PaulYes, absolutely, yes, yeah. Yes. Yeah, I think that's definitely definitely the true, I think. Um and you know, I think you know, people did uh adults did begin to say things like they felt this had impacted on the you know, on the uh themselves as as partners, you know, uh and as and as friends and as and as parents and you know and family members, you know, they felt you know that this uh being put in these difficult situations and and coming through them was it was a very important experience for lots of people there, I think. And you certainly find, you know, you know, we tend to pick our friends, don't we, by the by the by the people who will support our own kind of versions of ourselves. And the children, you know, of course are not interested in that, doesn't do anything for them. You know, they they will um give you impact on you and give you, you know, uh uh exposure to parts of yourself that you may not be very comfortable with, but it'll really be very important to you to own those and recognize them in yourself if you want to be a better partner and so on.
Closing Reflections And Thanks
ColbyAnd I I think that part of the legacy of the Cotswold community is there's no shortage of people for me to have on the podcast who have who have um gone on to um to have quite remarkable careers, um, and that's amongst staff and um and young people that were residing in the in in the Cotswell community in the day. But Paul, um it's been I wonder it I wonder if you feel like the time has gone quickly, because it does very much feel to me like our convers the time of our conversation has gone very quickly. We're uh about um an hour and a half into it. I feel like I could talk to you for a lot longer.
PaulI did I did anticipate this difficult.
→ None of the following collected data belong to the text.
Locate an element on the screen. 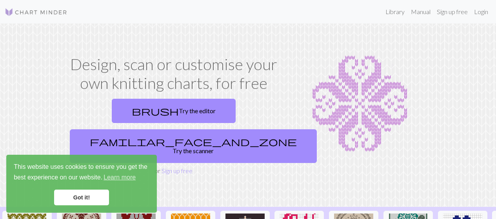 Image resolution: width=496 pixels, height=219 pixels. span: brush is located at coordinates (155, 111).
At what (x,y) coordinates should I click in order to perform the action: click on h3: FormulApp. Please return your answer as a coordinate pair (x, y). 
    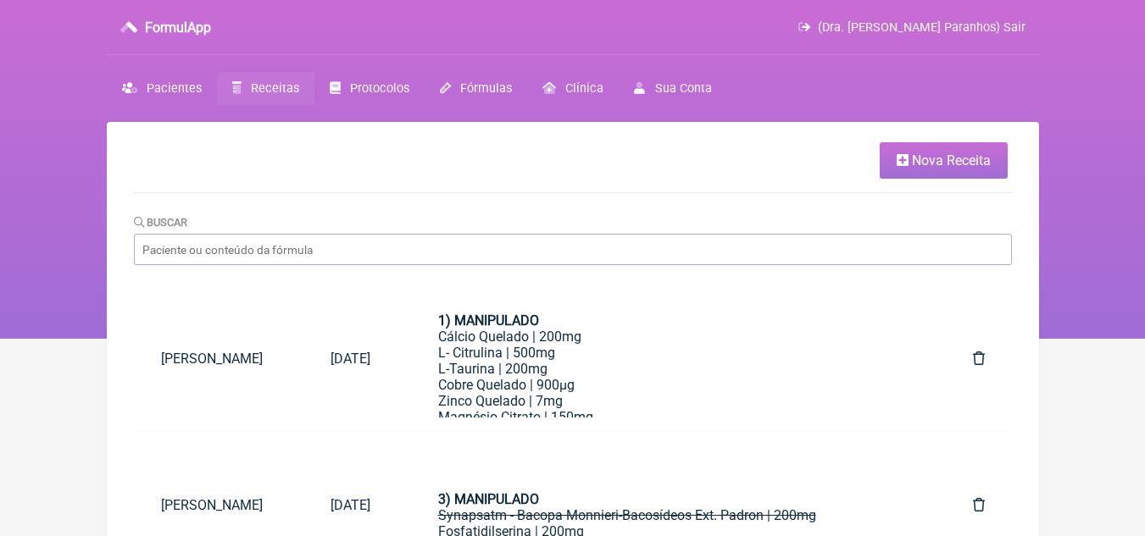
    Looking at the image, I should click on (178, 27).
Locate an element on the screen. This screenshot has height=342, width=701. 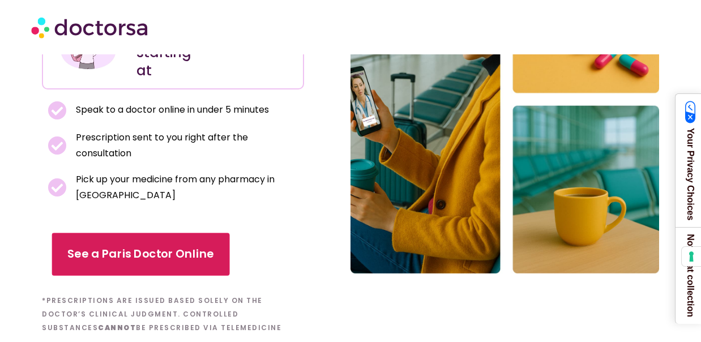
a: See a Paris Doctor Online is located at coordinates (141, 254).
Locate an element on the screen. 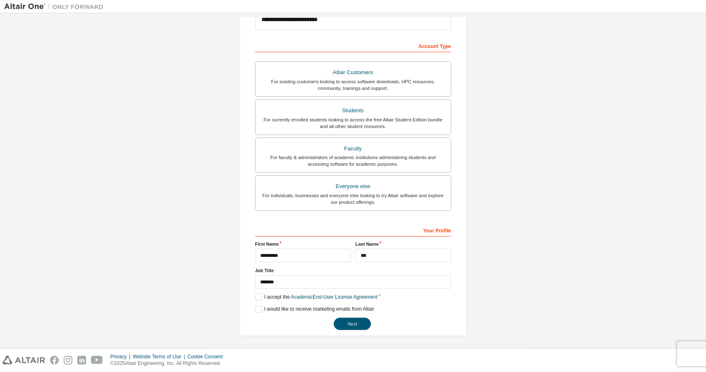 This screenshot has height=372, width=706. div: For faculty & administrators of academic institutions administering students and accessing softwa... is located at coordinates (353, 161).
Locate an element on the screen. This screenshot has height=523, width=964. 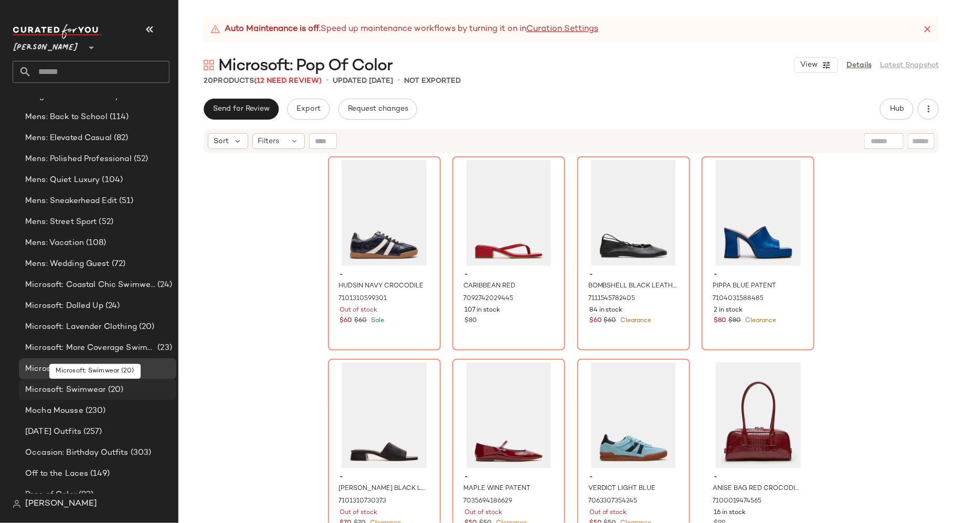
span: (72) is located at coordinates (118, 264).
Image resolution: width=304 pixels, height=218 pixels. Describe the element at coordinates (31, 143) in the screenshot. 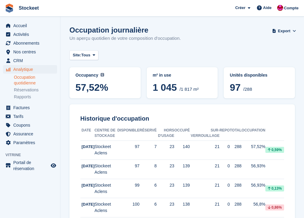

I see `span: Paramètres` at that location.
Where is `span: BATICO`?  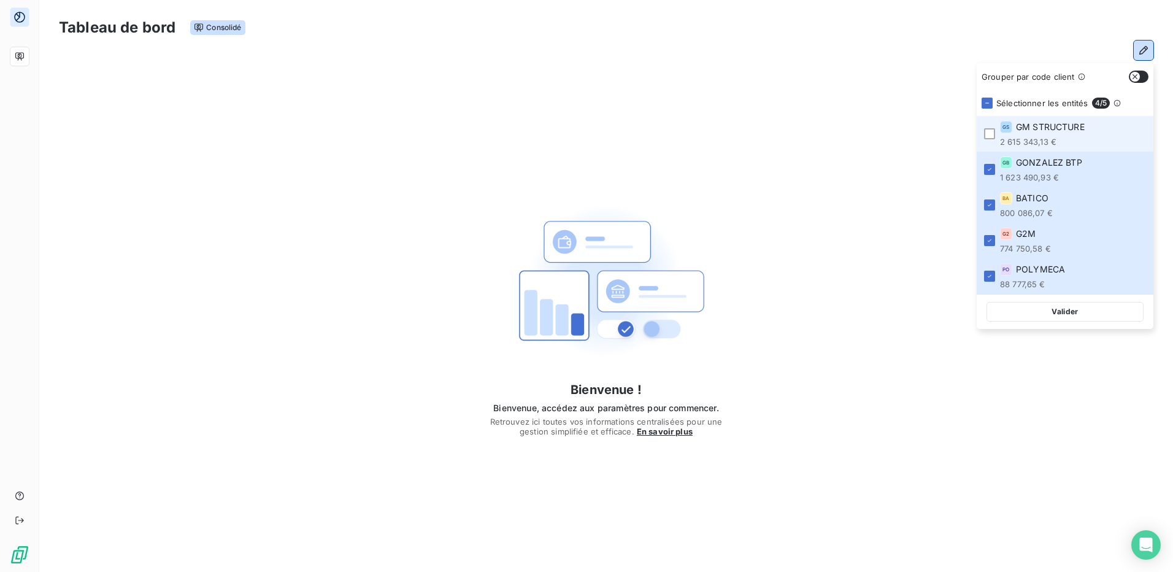 span: BATICO is located at coordinates (1032, 198).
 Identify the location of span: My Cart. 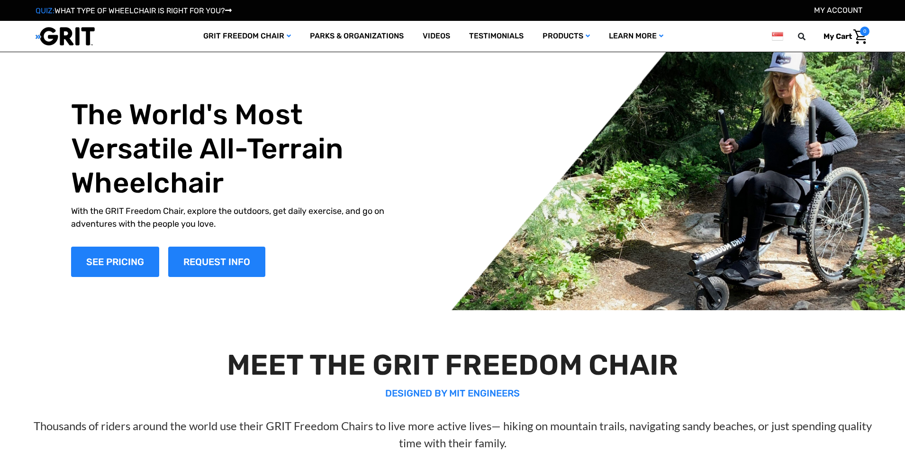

I mean, I just have uh you know nine years of of this you know incredibly rich experience. You know, I I know I'm I'm I could feel I was in such a hurry, really. Um I checked up hard on myself and so on. I just felt there were so many things I wanted to say, and I apologise at the speed at which I was delivering it. But um it it reflects really you know how important it was to me and and how alive you know I felt in you know including the ups and downs of roller coasters rides and so on. But I there's so much you know I want to say and to express about it.
ColbyUm you know, so maybe we can have another conversation, maybe maybe we can have another conversation soon. Um there's lots of lots of what you've said that really resonates with me, and I've learnt some things as well, um, obviously, as you do. I love I actually really it's not been put in this way, and I think you said it was a it was in part either a Winnicotdian or or Dockar Drysdale or or both, but um the this the idea of the children revealing different parts of themselves to different people, and I think John said something like that, but but the idea of the of the team meeting being uh an integration, mean creating a whole child in the in the eyes of the adults, and I think that'll that's certainly the something that I'll take away from this conversation and and apply in my own work, I think, because I mean my work is primarily as a psychotherapist um with the children and young people, and I see a certain side of them, I guess, and uh uh um it it is uh helpful to I think I don't always get to see what other people get to see. I get I sometimes I hear about it, but but not in a deliberate way, and that's I think something that I really wanted to uh turn my mind to going forward. But thank you, Paul. That was great.
PaulThank you very much. Thank you very much, Colby.